Our sister’s FIRST sister..
Ioda Hedgemon Johnson did not found a sorority.
She did something equally revealing: she lived the same ethic.
Born and educated in St. Louis, Ioda grew up in a home where literacy, music, and public duty weren’t optional it was daily life. Both girls participated in school exercises and church programs. Both sang. Both appeared publicly in structured civic settings.
When Ethel graduated valedictorian of Sumner High School and became the first scholarship recipient from the school to Howard University, Ioda witnessed it firsthand. She saw her sister move from local excellence to national possibility. She saw what disciplined education could yield.
And she saw something else. Ethel confided that the sorority she helped organize at Howard was the extension of her early dream of becoming a missionary. It was a structured way to serve to carry faith, uplift, and organized support into women’s lives. Ioda practiced these same ideals in St. Louis.
By 1920, she was a public school teacher. By 1930, she was a social worker. She was known for hosting club meetings, accountability, participating in church music programs, and organizing Christmas events for orphaned children. Her work centered families, youth, and community stability the very populations a missionary spirit seeks to serve. Where Ethel built a national sisterhood to channel service among college women,
Ioda worked within classrooms, welfare offices, churches, and neighborhood homes. The difference was scale, not philosophy.
Their closeness was celebrated as Ioda was invited to and attended sorority events with her sister. Ethel did not imagine sisterhood in a vacuum. She grew up practicing it in schoolrooms, in church choirs, in a home where daughters were educated and expected to contribute. Ioda was part of that early formation. She was not simply a younger sibling; she was a witness to the discipline, ambition, and service orientation that would later help shape Alpha Kappa Alpha.
And decades later, when Ethel passed and the sorority marked its 50th year the city of St. Louis made sure the world knew Ioda was heralded as apart of her sister’s legacy. The institution had grown beyond St. Louis but the family culture that nourished it remained visible in Ioda’s daily labor. Ioda Hedgemon Johnson did not found an organization.
She embodied the same calling in municipal welfare files instead of national charters, in Christmas programs for orphans instead of collegiate conventions. She witnessed Ethel’s earliest shenanigans and also her triumphs and became a victor and servant to all in her own right.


### THE PROBLEM
Could you retype the entries below exactly, omitting every picture?

[Opening DATASET ENTRIES section]

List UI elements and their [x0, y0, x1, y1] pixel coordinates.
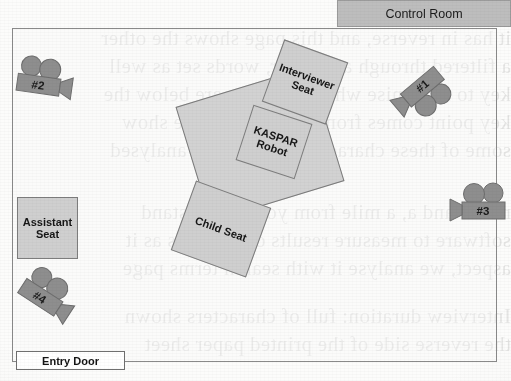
camera-3-icon: #3	[447, 181, 509, 225]
camera-3-label: #3	[477, 205, 490, 217]
diagram-canvas: it has in reverse, and this page shows t…	[0, 0, 511, 381]
camera-2-label: #2	[31, 78, 45, 92]
control-room-label: Control Room	[337, 0, 511, 27]
assistant-seat-label-line1: Assistant	[23, 216, 73, 228]
entry-door: Entry Door	[16, 351, 125, 370]
camera-2-icon: #2	[11, 52, 79, 104]
assistant-seat-label-line2: Seat	[36, 228, 59, 240]
assistant-seat: Assistant Seat	[17, 197, 78, 259]
child-seat-label: Child Seat	[194, 214, 249, 244]
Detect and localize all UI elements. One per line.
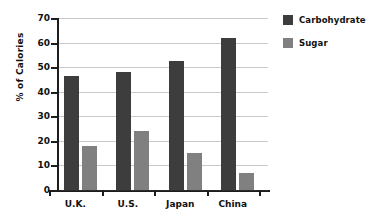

[Closing DATASET ENTRIES section]

### EXERCISE RESPONSE
List UI elements and their [x0, y0, x1, y1] pixel coordinates.
camera-3-icon: #3	[447, 181, 509, 225]
camera-3-label: #3	[477, 205, 490, 217]
diagram-canvas: it has in reverse, and this page shows t…	[0, 0, 511, 381]
camera-2-label: #2	[31, 78, 45, 92]
control-room-label: Control Room	[337, 0, 511, 27]
assistant-seat-label-line1: Assistant	[23, 216, 73, 228]
entry-door: Entry Door	[16, 351, 125, 370]
camera-2-icon: #2	[11, 52, 79, 104]
assistant-seat-label-line2: Seat	[36, 228, 59, 240]
assistant-seat: Assistant Seat	[17, 197, 78, 259]
child-seat-label: Child Seat	[194, 214, 249, 244]
Detect and localize all UI elements. One per line.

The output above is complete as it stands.